For some reason, these West Branch salmon like the tiny flies and the microscopic tippets that always present a challenge to old eyes and shaky hands. An invention or innovation to ease this burden for aging fly fishers is long overdue. Trout, when they are top feeding, are not as picky. They will hit a lug wrench when the feed is on. That’s why I love ’em so.

And don’t let anybody tell you that vision isn’t half the battle for the deer hunter.

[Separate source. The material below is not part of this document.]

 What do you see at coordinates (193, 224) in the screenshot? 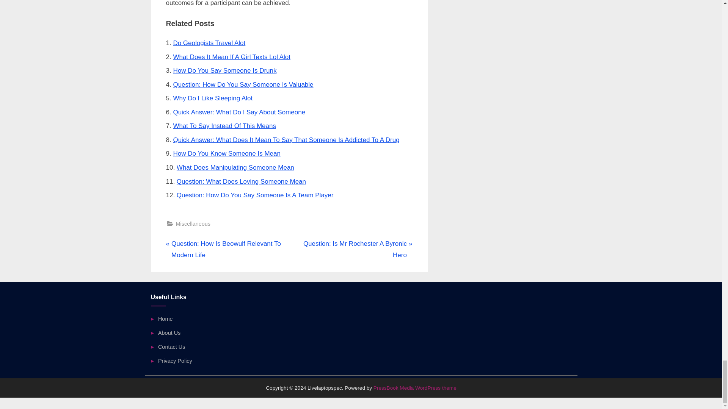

My oldest son can see a gnat on a leaf at 50 yards. He kills deer. Once in Colorado on an elk hunt looking to fill my cow tag, three of us were working the black timber. Suddenly, my son brought us up short and began pointing. His moving lips spelled C-O-W. Scanning intensely, neither I nor my brother-in-law could see the cow elk. We did eventually see her, but only after she decided to beat feet for the thicker cover.

For hunters, especially those of us long of tooth, hearing the game moving can be a challenge, too. Before hearing aids, my hunter’s daypack included a Walker Game Ear. This reasonably priced device works pretty well if you are stationary in a tree stand or ground blind. Stalking through the woods with the game ear, however, is not for me. It is like walking on Rice Krispies. Crunch, crunch, crunch! No thanks.

A new hearing aid gets most of the credit for a nice 8-point buck taken by me a few years back during the Maine muzzleloader season. Hunting after a fresh wet snow, the buck was heard seconds before it was seen in spite of the quiet conditions.

There was a price to pay: The hearing aid, which wasn’t cheap, is still in the woods somewhere along the trail where the buck was extracted. A post-drag search never turned it up.

Was it worth it? What do you think?

V. Paul Reynolds is editor of the Northwoods Sporting Journal. He is also a Maine guide and host of a weekly radio program, “Maine Outdoors,” heard at 7 p.m. Sundays on The Voice of Maine News-Talk Network. He has authored three books; online purchase information is available at www.maineoutdoorpublications.net.